Kaiser PErmanente surgeryDr. Yong T. Shin, above, leads a team in surgery at Kaiser Permanente Sunnyside Medical Center’s Northwest Center for Heart and Vascular Care.

This shared passion has translated into consistent, demonstrated success. For the ninth straight year, Kaiser Permanente Northwest’s heart program has received the highest distinction from the Society of Thoracic Surgeons (STS), and is Oregon’s only hospital to get the highest STS rating for isolated coronary artery bypass grafting and isolated aortic valve replacement.

Former patient David Ford can attest to this efficacy. Ford was experiencing chest pain, and a series of tests revealed three plugged arteries. To fix them, he’d need bypass surgery.

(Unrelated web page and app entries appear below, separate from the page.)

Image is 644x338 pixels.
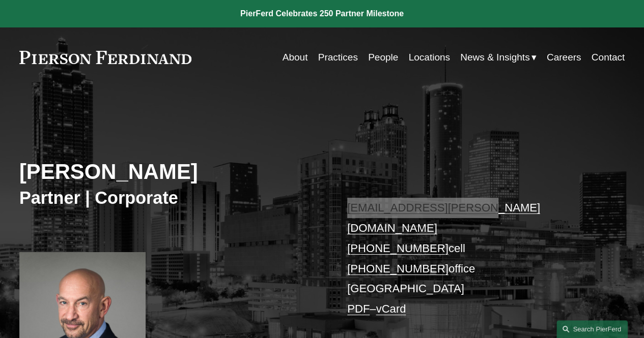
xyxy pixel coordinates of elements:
[348,202,540,235] a: [EMAIL_ADDRESS][PERSON_NAME][DOMAIN_NAME]
[283,48,309,67] a: About
[557,320,628,338] a: Search this site
[409,48,450,67] a: Locations
[460,49,530,66] span: News & Insights
[592,48,625,67] a: Contact
[348,303,370,316] a: PDF
[368,48,399,67] a: People
[460,48,536,67] a: folder dropdown
[348,198,599,319] p: cell office [GEOGRAPHIC_DATA] –
[20,160,322,185] h2: [PERSON_NAME]
[547,48,582,67] a: Careers
[375,303,406,316] a: vCard
[20,188,322,209] h3: Partner | Corporate
[348,242,449,255] a: [PHONE_NUMBER]
[319,48,358,67] a: Practices
[348,263,449,275] a: [PHONE_NUMBER]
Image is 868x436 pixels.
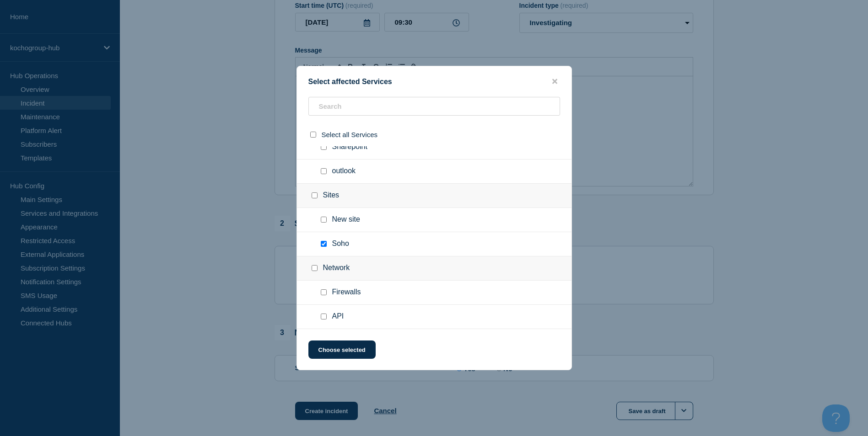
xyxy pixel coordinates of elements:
span: Sharepoint [332,143,367,152]
span: Select all Services [322,131,377,139]
input: Sharepoint checkbox [321,144,327,150]
span: outlook [332,167,355,176]
span: Soho [332,240,349,249]
div: Sites [297,184,571,208]
div: Network [297,257,571,281]
input: Search [308,97,560,116]
button: close button [549,78,560,86]
span: New site [332,216,360,224]
span: Firewalls [332,288,361,297]
button: Choose selected [308,341,376,359]
input: Network checkbox [311,265,317,271]
input: Soho checkbox [321,241,327,247]
div: Select affected Services [297,78,571,86]
input: outlook checkbox [321,169,327,174]
span: API [332,312,344,322]
input: API checkbox [321,314,327,320]
input: Firewalls checkbox [321,289,327,295]
input: select all checkbox [310,132,316,138]
input: Sites checkbox [311,193,317,198]
input: New site checkbox [321,217,327,223]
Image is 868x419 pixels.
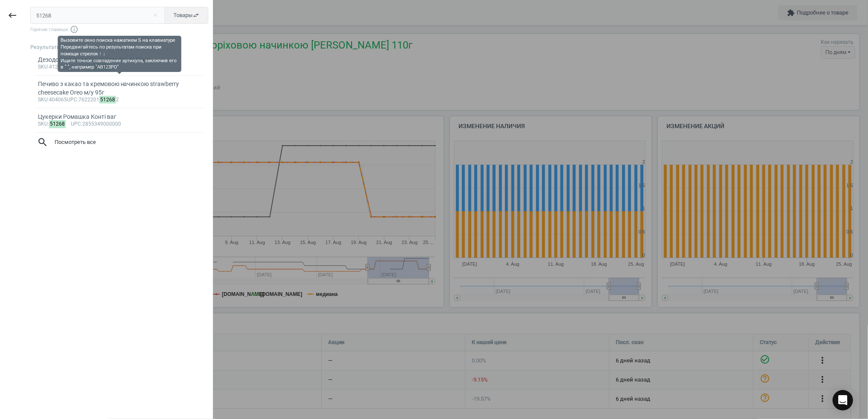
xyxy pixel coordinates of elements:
[38,96,201,104] div: :404065 :7622201 2
[38,56,201,64] div: Дезодорант роликовий Zero Sanex 50мл
[99,96,116,104] mark: 51268
[164,7,209,24] button: Товарыswap_horiz
[30,44,213,51] div: Результаты из продуктового отчета
[61,37,179,70] div: Вызовите окно поиска нажатием S на клавиатуре Передвигайтесь по результатам поиска при помощи стр...
[30,25,209,34] span: Горячие главиши
[49,120,66,128] mark: 51268
[192,12,200,19] i: swap_horiz
[38,80,201,96] div: Печиво з какао та кремовою начинкою strawberry cheesecake Oreo м/у 95г
[38,121,201,128] div: : :2855349000000
[7,10,18,20] i: keyboard_backspace
[70,25,78,34] i: info_outline
[173,12,200,19] span: Товары
[67,96,77,103] span: upc
[70,121,81,127] span: upc
[149,12,162,19] button: Close
[30,7,166,24] input: Введите артикул или название продукта
[38,64,48,70] span: sku
[38,64,201,70] div: :412056 :87189 432
[30,133,209,152] button: searchПосмотреть все
[38,96,48,103] span: sku
[38,121,48,127] span: sku
[38,113,201,121] div: Цукерки Ромашка Конті ваг
[833,390,853,411] div: Open Intercom Messenger
[37,137,48,148] i: search
[37,137,202,148] span: Посмотреть все
[3,5,22,25] button: keyboard_backspace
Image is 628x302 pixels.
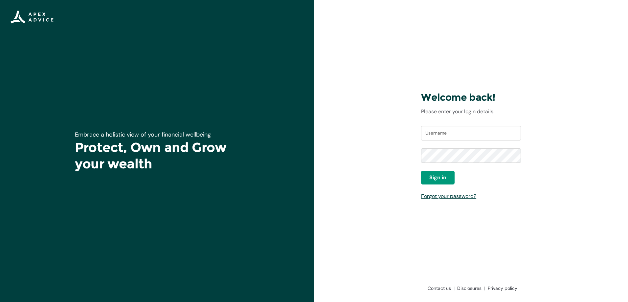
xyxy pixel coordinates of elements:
button: Sign in [421,171,455,185]
input: Username [421,126,521,141]
p: Please enter your login details. [421,108,521,116]
span: Sign in [429,174,447,182]
span: Embrace a holistic view of your financial wellbeing [75,131,211,139]
a: Disclosures [455,285,485,292]
img: Apex Advice Group [11,11,54,24]
h3: Welcome back! [421,91,521,104]
a: Forgot your password? [421,193,476,200]
h1: Protect, Own and Grow your wealth [75,139,239,172]
a: Contact us [425,285,455,292]
a: Privacy policy [485,285,517,292]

Ford wasn’t any regular patient: He was CEO and President of multiple regional health insurance companies for over 20 years — most recently for CareOregon before retiring — giving him inside exposure to Oregon’s many healthcare providers. After the surgery, he described Kaiser Permanente’s team as having “an invisible magnificence” — a highly skilled team with an end-to-end coordinated system not seen by the public. “Here’s a team who not only listens and engages with its patients, but is technically and systematically competent,” said Ford. “That triple proficiency is extremely rare in medicine.”

Ford’s experience underlies Dr. Shin’s definition of success, which prioritizes not just high-caliber physicians and national praise but, most importantly, securing healthy and affordable outcomes for its patients. “Our shared goal is to do the right thing at the right time for every patient,” said Dr. Shin. “This vision allows us to accomplish things that may seem impossible.”

Cardiovascular disease remains a critical issue for employee health, and curbing these statistics is an uphill battle. Yet Dr. Shin and his team embrace the challenge; with a steady combination of talent, resources, and deep-seated passion, they see the “impossible” as merely the next outcome to achieve.